As previously reported at Croakey, an important study assessing the cost effectiveness of various prevention and treatment interventions was recently released.
One of the many interesting aspects of the ACE-Prevention study was that it included analyses specific to Indigenous Australians.
I asked the authors if they could explain the implications of their findings for Indigenous health policy. Thanks to Katherine Ong, from the Centre for Health Policy, Programs & Economics, in the School of Population Health at the University of Melbourne, for providing the analysis below. She is one of the researchers who worked on the Indigenous component of the project.
The bottom line, it seems from Ong’s piece, is that we should be investing far more in Indigenous primary health care services. Yet much of the talk at a Public Health Association of Australia workshop on Indigenous health, held in Adelaide on Sunday, was that the community controlled sector is being sidelined under the Closing the Gap initiatives. A number of speakers said that most of the Closing the Gap funding is going to mainstream general practice rather than the community controlled sector.
Katherine Ong writes:
A newly released report provides new evidence quantifying the costs and benefits of targeted primary health care services for Australia’s Aboriginal and Torres Strait Islander (or Indigenous) population.
It is not news that the health of Australia’s Indigenous population is worse than that of non-Indigenous Australians. It is also well documented that one key solution lies in the optimal delivery of primary health care services to Indigenous Australians via Indigenous health services (epitomised by Aboriginal Community Controlled Health Services (ACCHSs)).
However, there has been uncertainty surrounding the size of the benefit associated with ACCHSs, and the amount of resources needed to adequately fund these. As a result, ACCHSs continue to receive insufficient funds and more investment is required.
The Assessing Cost-Effectiveness in Prevention (ACE-Prevention) project report was released on 8th September. This study was funded by the National Health and Medical Research Council of Australia with additional support from the Lowitja Institute (formally the Cooperative Research Centre for Aboriginal Health).
Having run over five years, the project was led by project leaders Professor Theo Vos (The University of Queensland) and Professor Rob Carter (Deakin University) in conjunction with Professor Ian Anderson (Onemda VicHealth Koori Health Unit, The University of Melbourne).
The report details the value for money of 123 illness prevention measures to assist funding decisions in Australia. This project has focused not only on disease prevention in the general Australian population, but also in Indigenous Australians.
The main findings of the Indigenous component of the project are that up to 50% more health gain or benefit can be achieved if health programs are delivered to the Indigenous population via ACCHSs, compared to if the same programs are delivered via mainstream primary care services.
Therefore Indigenous health services are an important means by which the Indigenous health gap can be addressed, irrespective of the types of interventions applied. Yet the comprehensive nature of ACCHSs means that the costs of health service delivery are also higher, so greater investments are required.
Due to data limitations, only a small number of specific health programs were assessed for the Indigenous population, and therefore the range of programs evaluated has not been comprehensive.
However, interventions found to have a potentially significant impact on Indigenous health include a greater emphasis on screening for pre-diabetes and chronic kidney disease, and introduction of a ‘polypill’ in the prevention of cardiovascular disease.
Implications for current policy and practice are that Indigenous health services themselves need to be seen as an important means to improve Indigenous health, rather than purely as a vehicle to deliver health programs.
Therefore, funding needs to shift from the piecemeal approach of individual program grants to more consolidated funding of Indigenous health services.
At a technical level, caution is also required in the interpretation of economic appraisals when applied to disadvantaged groups, where not only value for money, but also the additional resources required to address equity needs to be taken into account.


• [Problem statement]: From the first line to the last, reproduce the records exactly.

• [Data records]:
· · ·
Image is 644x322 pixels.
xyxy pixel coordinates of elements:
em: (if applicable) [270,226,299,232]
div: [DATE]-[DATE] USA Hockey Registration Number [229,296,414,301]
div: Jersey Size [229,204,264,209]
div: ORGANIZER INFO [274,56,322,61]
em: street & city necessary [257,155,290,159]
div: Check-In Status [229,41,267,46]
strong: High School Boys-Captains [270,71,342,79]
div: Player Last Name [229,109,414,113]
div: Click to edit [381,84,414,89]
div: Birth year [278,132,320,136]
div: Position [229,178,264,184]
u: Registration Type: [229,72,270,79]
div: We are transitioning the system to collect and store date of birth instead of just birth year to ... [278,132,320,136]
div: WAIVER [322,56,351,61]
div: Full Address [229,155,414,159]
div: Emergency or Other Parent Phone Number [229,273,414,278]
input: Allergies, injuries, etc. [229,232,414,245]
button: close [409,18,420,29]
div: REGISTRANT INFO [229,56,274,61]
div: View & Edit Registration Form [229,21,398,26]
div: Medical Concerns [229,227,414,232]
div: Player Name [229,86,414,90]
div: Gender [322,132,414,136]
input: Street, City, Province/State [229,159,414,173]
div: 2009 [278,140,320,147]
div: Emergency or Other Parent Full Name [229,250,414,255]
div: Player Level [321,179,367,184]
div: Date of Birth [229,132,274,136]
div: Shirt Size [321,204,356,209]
· · ·
• [Result of the exercise]:
Image is 644x322 pixels.
xyxy pixel coordinates of elements:
em: (if applicable) [270,226,299,232]
div: [DATE]-[DATE] USA Hockey Registration Number [229,296,414,301]
div: Jersey Size [229,204,264,209]
div: ORGANIZER INFO [274,56,322,61]
em: street & city necessary [257,155,290,159]
div: Check-In Status [229,41,267,46]
strong: High School Boys-Captains [270,71,342,79]
div: Player Last Name [229,109,414,113]
div: Click to edit [381,84,414,89]
div: Birth year [278,132,320,136]
div: Position [229,178,264,184]
u: Registration Type: [229,72,270,79]
div: We are transitioning the system to collect and store date of birth instead of just birth year to ... [278,132,320,136]
div: WAIVER [322,56,351,61]
div: Full Address [229,155,414,159]
div: Emergency or Other Parent Phone Number [229,273,414,278]
input: Allergies, injuries, etc. [229,232,414,245]
button: close [409,18,420,29]
div: REGISTRANT INFO [229,56,274,61]
div: View & Edit Registration Form [229,21,398,26]
div: Medical Concerns [229,227,414,232]
div: Player Name [229,86,414,90]
div: Gender [322,132,414,136]
input: Street, City, Province/State [229,159,414,173]
div: 2009 [278,140,320,147]
div: Emergency or Other Parent Full Name [229,250,414,255]
div: Player Level [321,179,367,184]
div: Date of Birth [229,132,274,136]
div: Shirt Size [321,204,356,209]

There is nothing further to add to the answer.